Oh goodness, that's a hard one to do really short,
but let's just say it has to do with
the nature of the kind of immune response that would be properly mounted in order to defeat that
microbe. So let me follow up. Are there any vaccines that are 100%? Well, the Ebola vaccine
looks to be 100%. Nice. And what's the vaccines that's sort of the lowest percent, would you say?

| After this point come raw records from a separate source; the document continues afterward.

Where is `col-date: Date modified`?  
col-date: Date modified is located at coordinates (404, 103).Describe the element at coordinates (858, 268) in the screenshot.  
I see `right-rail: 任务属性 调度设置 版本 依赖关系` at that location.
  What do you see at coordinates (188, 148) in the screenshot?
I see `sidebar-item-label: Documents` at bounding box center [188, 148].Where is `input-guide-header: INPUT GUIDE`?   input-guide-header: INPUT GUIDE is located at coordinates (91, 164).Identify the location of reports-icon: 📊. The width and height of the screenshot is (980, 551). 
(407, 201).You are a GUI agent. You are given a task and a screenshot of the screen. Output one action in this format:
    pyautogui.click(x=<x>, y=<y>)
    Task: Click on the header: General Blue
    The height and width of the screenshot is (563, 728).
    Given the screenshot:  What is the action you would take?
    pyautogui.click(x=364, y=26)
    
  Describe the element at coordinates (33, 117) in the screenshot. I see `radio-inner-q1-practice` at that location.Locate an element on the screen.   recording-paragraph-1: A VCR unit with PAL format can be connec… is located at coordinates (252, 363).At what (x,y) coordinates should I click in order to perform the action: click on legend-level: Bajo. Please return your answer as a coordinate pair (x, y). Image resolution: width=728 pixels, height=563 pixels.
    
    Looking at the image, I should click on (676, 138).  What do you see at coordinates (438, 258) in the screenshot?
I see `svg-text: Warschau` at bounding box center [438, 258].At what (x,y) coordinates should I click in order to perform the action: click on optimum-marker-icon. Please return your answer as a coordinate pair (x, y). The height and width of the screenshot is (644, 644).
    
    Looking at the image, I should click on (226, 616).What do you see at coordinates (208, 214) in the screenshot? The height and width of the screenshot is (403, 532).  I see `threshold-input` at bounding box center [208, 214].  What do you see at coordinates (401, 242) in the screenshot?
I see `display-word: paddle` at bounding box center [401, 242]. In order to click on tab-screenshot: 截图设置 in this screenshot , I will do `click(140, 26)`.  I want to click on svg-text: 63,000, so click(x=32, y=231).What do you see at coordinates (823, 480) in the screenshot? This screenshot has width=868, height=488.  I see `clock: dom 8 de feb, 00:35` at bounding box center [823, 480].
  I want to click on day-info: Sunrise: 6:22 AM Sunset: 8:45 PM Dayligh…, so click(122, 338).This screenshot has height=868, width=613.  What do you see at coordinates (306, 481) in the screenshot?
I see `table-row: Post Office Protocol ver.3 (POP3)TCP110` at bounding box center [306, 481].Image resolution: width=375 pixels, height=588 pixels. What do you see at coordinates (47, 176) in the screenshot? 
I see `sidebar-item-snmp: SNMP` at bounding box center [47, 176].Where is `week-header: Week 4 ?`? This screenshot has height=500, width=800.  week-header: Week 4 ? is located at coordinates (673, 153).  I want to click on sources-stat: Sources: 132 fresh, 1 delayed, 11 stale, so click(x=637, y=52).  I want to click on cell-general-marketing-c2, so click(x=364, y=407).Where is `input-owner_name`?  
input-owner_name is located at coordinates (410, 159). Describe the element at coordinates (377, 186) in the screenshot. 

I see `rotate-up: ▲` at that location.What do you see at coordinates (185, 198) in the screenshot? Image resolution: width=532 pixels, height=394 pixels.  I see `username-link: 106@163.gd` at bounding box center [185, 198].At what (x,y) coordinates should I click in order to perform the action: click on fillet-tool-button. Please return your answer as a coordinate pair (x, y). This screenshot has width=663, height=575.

Influenza. Influenza. That's because it's
not matching the right virus. That's because
two problems. It's not
matching the right virus that's circulating
and it's your
inherent immune system
memory, which is against
whatever was the first form of flu
you were exposed to as a baby.
I have a question about flu because someone
said if you get the vaccine
and it's the same strand,
how come you're not immune to it
the second time around?
Why do you have to get
the flu vaccine again?
Because it never is the same.
Yeah, it's changed.
But it has to be the same.
Constantly changes.
No, no, no.
It'll be the same family.
So like we might say
there's an H1N1 flu circulating.
I hope not.
Isn't that the 1918 flu?
Yes.
Yeah, okay.
And you might have been
exposed to H1N1
when it came through
in 2009,
which was that huge
global pandemic
we had, right?
But...
School canceled.
But it's a different H1N1.
So your immune system
only partially recognizes it.
All right.
Okay.
Next question.
Merle at Merle
from Twitter.
What is the difference between a disease being eliminated and eradicated?
Ah, I love that.
Ooh.
Eliminated means it's, you know, not in circulation.
I didn't even know to ask that question.
That's great.
Smart person.
Good.
So eliminated is it's not in circulation in your given community, state, nation, whatever
group you're defining.
Eradicated, and we only have eradicated
one human pathogen,
smallpox, means it doesn't exist
on planet Earth anymore.
Except in
laboratories. So people aren't
vaccinated anymore?
That's correct. Okay.
That ends the lightning round.
Lori, thanks for coming back.
Yeah.
I don't like having you on the show
because it's about stuff that makes me itch and scratch.
And it's always apocalyptic.
But we need you.
It's important.
In spite of this.
Yeah, yeah.
And Felicia.
So, Felicia, where are you most active on social media?
Instagram and Facebook. Okay. Felicia Madison, comedian on, where are you most active on social media? Instagram and Facebook.
Okay.
Felicia, Madison, comedian, I'm both.
But we can find you easily.
And do you tweet?
Oh, I do.
Oh, oh.
Excuse me.
A lot.
Excuse me.
And your Twitter handle?
At Lori underscore Garrett.
We got it.
I'm following you right now.
We'll be looking for both of you.
This has been StarTalk,
a Let's Make America Smart Again edition,
all about vaccines.
I've been your host, Neil deGrasse Tyson.
You're a personal astrophysicist.
And I thank Lori and Felicia.
And maybe we can do this again
when the next disease that we have to eradicate comes up.
As always, I bid you...
Can we eradicate stupidity?
Can you eradicate stupidity? Can you eradicate stupidity?
Good one.
As always, I bid you to keep looking up.